Anyway, 60V came in a little low and hit the end of the frozen runway about two foot below the surface where the right main gear was yanked off but the left gear held. The flight crew had a few seconds to get things back flying. The captain told me he thought he remembered the props hitting the ground but they didn't show it. He immediately sucked the gear up not knowing the right gear was gone and tried to gain altitude and than all of a sudden the right engine quit within a few seconds. When the gear went away, it took the fuel line with it. So here she goes with a load of probably 13,000 pounds of drummed fuel and the right prop just going into feather and gasping for more altitude. She flew the entire length of the runway about 10 foot or less off the surface.

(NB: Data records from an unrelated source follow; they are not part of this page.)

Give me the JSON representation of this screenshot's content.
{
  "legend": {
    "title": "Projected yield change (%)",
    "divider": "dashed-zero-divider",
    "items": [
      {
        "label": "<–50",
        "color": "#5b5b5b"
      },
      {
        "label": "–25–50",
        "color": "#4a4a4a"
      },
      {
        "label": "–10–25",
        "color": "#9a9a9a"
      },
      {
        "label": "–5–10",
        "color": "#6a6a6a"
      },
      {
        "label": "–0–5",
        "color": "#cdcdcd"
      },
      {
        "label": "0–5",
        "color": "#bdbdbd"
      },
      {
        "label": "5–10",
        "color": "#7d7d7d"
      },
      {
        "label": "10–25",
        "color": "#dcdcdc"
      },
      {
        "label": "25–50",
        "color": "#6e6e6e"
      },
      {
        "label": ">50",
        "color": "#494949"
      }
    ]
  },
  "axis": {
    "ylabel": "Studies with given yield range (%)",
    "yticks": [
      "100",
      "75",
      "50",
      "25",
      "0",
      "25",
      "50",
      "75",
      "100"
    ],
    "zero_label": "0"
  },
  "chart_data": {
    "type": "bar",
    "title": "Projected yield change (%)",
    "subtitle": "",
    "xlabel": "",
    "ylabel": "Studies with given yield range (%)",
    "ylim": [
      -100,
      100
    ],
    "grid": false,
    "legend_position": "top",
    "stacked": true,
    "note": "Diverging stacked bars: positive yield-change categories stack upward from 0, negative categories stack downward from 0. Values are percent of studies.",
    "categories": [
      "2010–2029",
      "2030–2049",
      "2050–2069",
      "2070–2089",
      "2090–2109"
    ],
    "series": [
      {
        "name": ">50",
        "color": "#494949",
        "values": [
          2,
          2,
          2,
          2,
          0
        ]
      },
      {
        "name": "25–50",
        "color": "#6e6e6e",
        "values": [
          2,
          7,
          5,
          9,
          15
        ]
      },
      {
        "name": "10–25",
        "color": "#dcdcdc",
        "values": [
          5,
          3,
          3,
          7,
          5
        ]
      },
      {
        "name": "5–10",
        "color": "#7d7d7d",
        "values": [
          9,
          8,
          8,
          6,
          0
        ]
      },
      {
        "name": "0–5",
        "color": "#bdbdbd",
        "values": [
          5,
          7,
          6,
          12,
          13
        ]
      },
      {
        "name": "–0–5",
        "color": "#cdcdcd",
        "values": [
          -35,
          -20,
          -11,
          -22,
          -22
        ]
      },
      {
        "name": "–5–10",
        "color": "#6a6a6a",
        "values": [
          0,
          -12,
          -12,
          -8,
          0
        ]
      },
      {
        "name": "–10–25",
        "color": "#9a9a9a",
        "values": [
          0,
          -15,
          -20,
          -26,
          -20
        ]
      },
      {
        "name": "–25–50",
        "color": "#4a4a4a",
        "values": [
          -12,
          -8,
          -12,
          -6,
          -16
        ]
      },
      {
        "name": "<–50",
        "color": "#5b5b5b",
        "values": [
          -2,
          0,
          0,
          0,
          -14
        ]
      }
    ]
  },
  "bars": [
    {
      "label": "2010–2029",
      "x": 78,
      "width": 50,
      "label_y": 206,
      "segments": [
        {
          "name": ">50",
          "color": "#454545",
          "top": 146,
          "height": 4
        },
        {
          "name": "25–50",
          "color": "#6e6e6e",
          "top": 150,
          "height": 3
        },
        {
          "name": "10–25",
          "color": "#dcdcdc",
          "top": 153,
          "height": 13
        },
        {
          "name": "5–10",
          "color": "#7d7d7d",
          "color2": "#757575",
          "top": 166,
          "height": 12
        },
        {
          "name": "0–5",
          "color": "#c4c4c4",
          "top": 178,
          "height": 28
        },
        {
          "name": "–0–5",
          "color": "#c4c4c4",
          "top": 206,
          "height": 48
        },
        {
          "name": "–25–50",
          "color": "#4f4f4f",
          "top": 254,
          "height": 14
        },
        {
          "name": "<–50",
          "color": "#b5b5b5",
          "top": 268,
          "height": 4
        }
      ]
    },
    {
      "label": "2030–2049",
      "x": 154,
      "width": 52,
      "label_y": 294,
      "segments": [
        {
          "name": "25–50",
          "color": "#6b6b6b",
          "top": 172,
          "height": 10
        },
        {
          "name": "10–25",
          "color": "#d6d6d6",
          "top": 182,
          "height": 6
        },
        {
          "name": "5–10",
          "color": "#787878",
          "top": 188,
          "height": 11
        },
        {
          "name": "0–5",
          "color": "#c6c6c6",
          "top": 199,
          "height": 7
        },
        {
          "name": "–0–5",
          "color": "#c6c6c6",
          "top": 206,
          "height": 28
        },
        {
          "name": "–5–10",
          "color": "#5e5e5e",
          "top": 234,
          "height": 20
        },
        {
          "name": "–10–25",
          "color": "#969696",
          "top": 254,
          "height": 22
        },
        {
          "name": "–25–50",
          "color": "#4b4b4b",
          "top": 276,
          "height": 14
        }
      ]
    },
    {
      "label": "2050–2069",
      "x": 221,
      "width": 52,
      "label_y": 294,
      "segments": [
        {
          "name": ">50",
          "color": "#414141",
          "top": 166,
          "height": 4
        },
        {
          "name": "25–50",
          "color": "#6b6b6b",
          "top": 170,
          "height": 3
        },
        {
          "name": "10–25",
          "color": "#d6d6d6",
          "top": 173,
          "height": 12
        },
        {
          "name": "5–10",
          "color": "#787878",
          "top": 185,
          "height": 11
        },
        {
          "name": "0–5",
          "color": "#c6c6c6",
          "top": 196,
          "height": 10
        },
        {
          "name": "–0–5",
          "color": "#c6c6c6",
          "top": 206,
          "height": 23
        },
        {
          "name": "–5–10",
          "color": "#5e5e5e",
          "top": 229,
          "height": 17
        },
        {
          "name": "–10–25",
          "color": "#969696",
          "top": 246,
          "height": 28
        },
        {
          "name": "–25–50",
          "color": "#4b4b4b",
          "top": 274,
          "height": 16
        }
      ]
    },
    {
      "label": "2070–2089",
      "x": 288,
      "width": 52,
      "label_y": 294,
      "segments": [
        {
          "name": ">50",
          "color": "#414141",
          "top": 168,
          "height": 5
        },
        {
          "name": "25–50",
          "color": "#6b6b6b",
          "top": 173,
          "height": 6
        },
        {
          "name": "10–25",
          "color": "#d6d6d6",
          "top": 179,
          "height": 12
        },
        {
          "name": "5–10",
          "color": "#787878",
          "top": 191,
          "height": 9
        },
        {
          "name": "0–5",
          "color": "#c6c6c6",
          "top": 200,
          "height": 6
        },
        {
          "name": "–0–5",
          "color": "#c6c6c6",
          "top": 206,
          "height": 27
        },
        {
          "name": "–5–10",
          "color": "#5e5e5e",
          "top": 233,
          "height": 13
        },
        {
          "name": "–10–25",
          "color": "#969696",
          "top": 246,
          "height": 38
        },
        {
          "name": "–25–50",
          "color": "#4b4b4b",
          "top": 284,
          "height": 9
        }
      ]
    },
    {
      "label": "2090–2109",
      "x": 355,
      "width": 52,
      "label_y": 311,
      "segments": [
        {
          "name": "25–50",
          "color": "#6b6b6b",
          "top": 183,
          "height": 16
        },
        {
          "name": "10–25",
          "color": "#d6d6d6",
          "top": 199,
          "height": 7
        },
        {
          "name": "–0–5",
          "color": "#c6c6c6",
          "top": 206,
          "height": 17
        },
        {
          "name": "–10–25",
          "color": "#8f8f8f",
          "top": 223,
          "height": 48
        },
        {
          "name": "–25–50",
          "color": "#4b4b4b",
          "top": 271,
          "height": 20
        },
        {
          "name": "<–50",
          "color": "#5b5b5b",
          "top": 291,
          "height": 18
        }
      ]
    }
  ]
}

Needless to say, she made it so the crew kept it in a low holding pattern and made several passes while they thought things over and had us look at the gear. He had time to ask the tower at the ARCO strip about 7 miles away to have their fire trucks sent over. Once the crew felt everything was set up right for them, he brought it in and made a great belly landing. He kept power until just before contact before he shut it down since he could care less about that good engine. He did have time to set the prop position right though. The gravel runway was packed snow covered so she just kept sliding right down the red dye centerline and ended up with just a slight crab to the left. Kind of like landing of foam. An oil company crew was sent over to offload the aircraft and two cranes were sent to lift the aircraft up, set it on a sled and pull it off the runway. Actually, it didn't take long either probably because everyone seemed to know just what to do even though they were used to oil company work.
They spotted the aircraft right next to our terminal on the ground while the company decided what to do with her. Finally, they sent two, right, only two mechanics and tools up to stiff leg her and get her ready to fly out. This all done in the winter outside with very little light and no heat with temperatures always below zero. (There will be other stories about those unbelievable aviation mechanics that flew to the bush to repair and return many of our aircraft) It took them almost all the rest of the winter to get it ready to fly but finally they sent a flight crew up to make that one last flight to the wild blue yonder (Fairbanks in this case) where all good aircraft must go when they can no longer fly and where she now sits, unable to ever fly again. What a history that aircraft must have had. I suspect all adults that lived in the bush before 1970 will remember that aircraft. Although she always competed fairly with our good old 92853
C-46A, she could fly circles around us. I always knew we had the better flight crews though.
By the way, I refer to this aircraft as a Her simply because she was so beautiful, if you can call a C-46 beautiful, in her day.